According to Crabbe's son Sir Eustace Grey was written at Muston in the winter of 1804-1805. This is scarcely possible, for Crabbe did not return to his Leicestershire living until the autumn of the latter year. Probably the poem was begun in Suffolk, and the final touches were added later. Crabbe seems to have told his family that it was written during a severe snow-storm, and at one sitting. As the poem consists of fifty-five eight-lined stanzas, of somewhat complex construction, the accuracy of Crabbe's account is doubtful. If its inspiration was in some degree due to opium, we know from the example of S.T. Coleridge that the opium-habit is not favourable to certainty of memory or the accurate presentation of facts. After Crabbe's death, there was found in one of his many manuscript note-books a copy of verses, undated, entitled The World of Dreams, which his son printed in subsequent editions of the poems. The verses are in the same metre and rhyme-system as Sir Eustace, and treat of precisely the same class of visions as recorded by the inmate of the asylum. The rapid and continuous transition from scene to scene, and period to period, is the same in both. Foreign kings and other potentates reappear, as with De Quincey, in ghostly and repellent forms:—
"I know not how, but I am brought
Into a large and Gothic hall,
Seated with those I never sought—
Kings, Caliphs, Kaisers--silent all; Pale as the dead; enrobed and tall,
Majestic, frozen, solemn, still;
They make my fears, my wits appal,
And with both scorn and terror fill."
This, again, may be compared, or rather contrasted, with Coleridge's Pains of Sleep, and it can hardly be doubted that the two poems had a common origin.

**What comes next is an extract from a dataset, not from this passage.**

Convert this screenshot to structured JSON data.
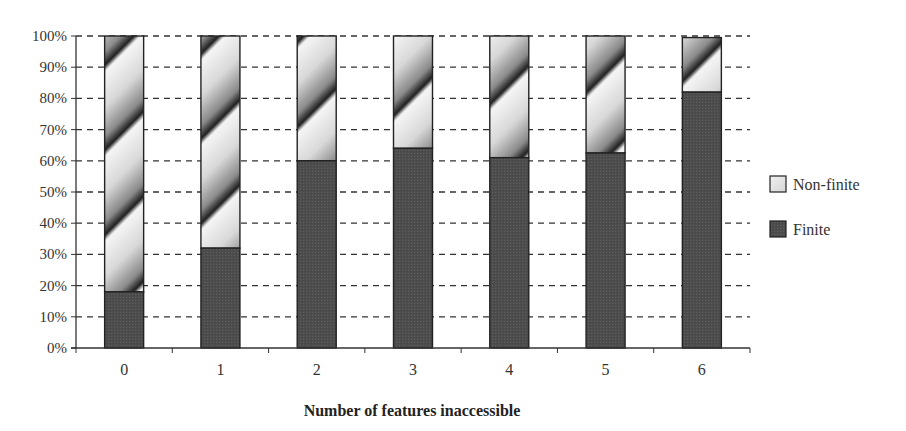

The year 1805 was the last of Crabbe's sojourn in Suffolk, and it was made memorable in the annals of literature by the appearance of the Lay of the Last Minstrel. Crabbe first met with it in a bookseller's shop in Ipswich, read it nearly through while standing at the counter, and pronounced that a new and great poet had appeared.
This was Crabbe's first introduction to one who was before long to prove himself one of his warmest admirers and friends. It was one of Crabbe's virtues that he was quick to recognise the worth of his poetical contemporaries. He had been repelled, with many others, by the weak side of the Lyrical Ballads, but he lived to revere Wordsworth's genius. His admiration for Burns was unstinted. But amid all the signs of a poetical renaissance in progress, and under a natural temptation to tread the fresh woods and pictures new that were opening before him, it showed a true judgment in Crabbe that he never faltered in the conviction that his own opportunity and his own strength lay elsewhere. Not in the romantic or the mystical—not in perfection of form or melody of lyric verse, were his own humbler triumphs to be won. Like Wordsworth, he was to find a sufficiency in the "common growth of mother-earth," though indeed less in her "mirth" than in her "tears," Notwithstanding his Eustace Grey, and World of Dreams, and the really powerful story of Aaron the Gipsy (afterwards to appear as the The Hall of Justice), Crabbe was returning to the themes and the methods of The Village. He had already completed The Parish Register, and had The Borough in contemplation, when he returned to his Leicestershire parish. The woods of Belvoir, and the rural charms of Parham and Glemham, had not dimmed the memory of the sordid little fishing-town, where the spirit of poetry had first met him, and thrown her mantle round him.
And now the day had come when the mandate of the bishop could no longer be ignored. In October 1805, Crabbe with his wife and two sons returned to the Parsonage at Muston. He had been absent from his joint livings about thirteen years, of which four had been spent at Parham, five at Great Glemham, and four at Rendham, all three places lying within a small area, and within reach of the same old friends and relations. No wonder that he left the neighbourhood with a reluctance that was probably too well guessed by his parishioners in the Vale of Belvoir.
FOOTNOTES:
[!-- Note Anchor 3 --][Footnote 3: Richard Turner of Yarmouth was a man of considerable culture, and belonged to a family of scholars. His eldest brother was Master of Pembroke, Cambridge, and Dean of Norwich: his youngest son was Sir Charles Turner, a Lord Justice of Appeal; and Dawson Turner was his nephew. Richard Turner was the intimate friend of Dr. Parr, Paley, and Canning.]
[!-- Note Anchor 4 --][Footnote 4: Readers of Lockhart's Biography will remember that in one of Scott's latest letters to his son-in-law, before he left England for Naples, he quoted and applied to himself this stanza of Sir Eustace Grey. The incident is the more pathetic that Scott, as he wrote the words, was quite aware that his own mind was failing.]